Photo : Shooting Studio

    While film schools have been established primarily in advanced nations that realized the importance of film media as an industry, for various reasons this matter hasn't been given sufficient thought here in Japan.

    It is a well-known fact that the establishment of film schools and measures for promotion has been emphasized in various Asian countries over the past decades, as a result of which Asia has produced an array of flourishing creators that have come to represent a totally new type of Asian talent on the international stage.
    The Graduate School of Film and New Media is an autonomous graduate college without undergraduate course, offering masters and doctoral programs. Following the initial establishment of the Department of Film Production (2005), the Department of New Media and the Doctoral Program, the Department of Animation was added in 2008.

    Film is a creator that spins contemporary stories out of images instead of words, functioning at the same time as a narrator who tells these stories. It is a vehicle for stories about the things to come, communicated on a level beyond language barriers. In its quality as a storyteller, film is often compared to literature, but the new expressive medium of visuals has in fact much greater propagation ability than words.
    Animation is commonly considered as an extension of pictorial art. However, it is elemental to understand that there is a huge difference between painting, which has its raison d'etre in its motionlessness, and animation with its additional notion of time based on motion.
    There is always the possibility, though, that the alluringly new world of artistic expression through film media gets so enslaved by the newness of the rapidly evolving media technology, that it loses sight of the basics of artistic expression.

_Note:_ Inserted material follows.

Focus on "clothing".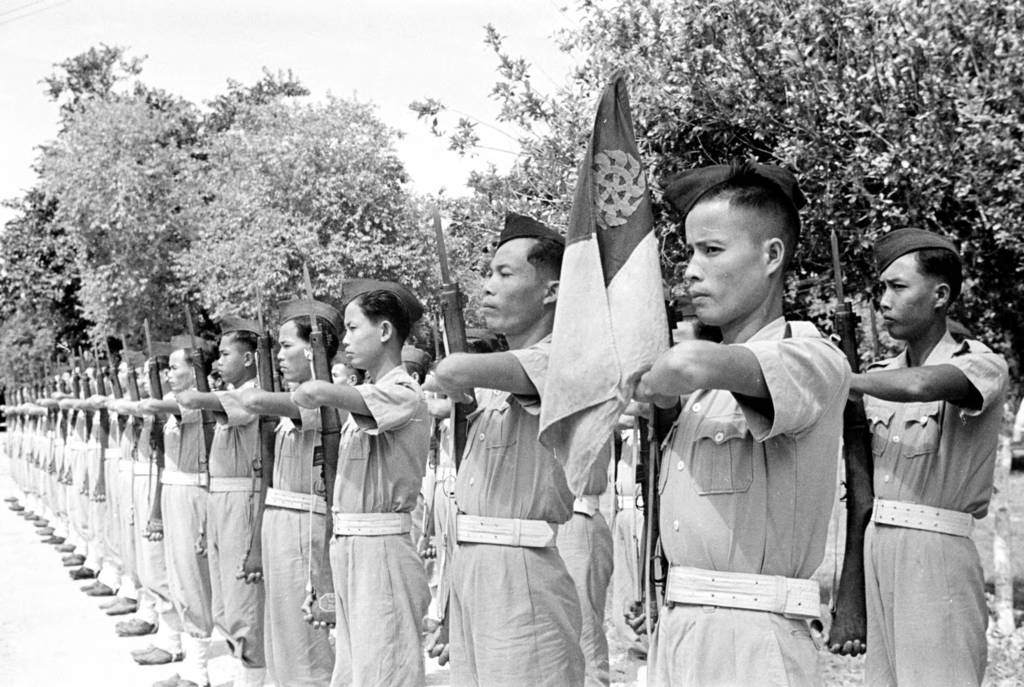
Focused at bbox=(130, 414, 166, 606).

    The Japanese bunka, referring to education, and reading and writing skills, is a translation of the English term "culture". As we can understand from the existence of such expressions as "agriculture", the term's meaning includes a rather essential notion of "cultivation". It would be fair to say that art and culture fulfill an important role in social cultivation.
    The nature of artistic expression lies in human beings instinctive resistance against "loneliness". We can perhaps interpret communication as a way of sharing that "loneliness" with others. To nurture outstanding artists means to encourage those individuals to face that "loneliness", and give them the confidence to sublimate it into artistic expression. In this sense, it is our wish that students "cultivate" themselves while enrolled at the graduate school, by exploring the depths of human nature through self-expression.
    In an ideal world, that would mean for us that individual occurrences of artistic expression are transmitted to society via new media.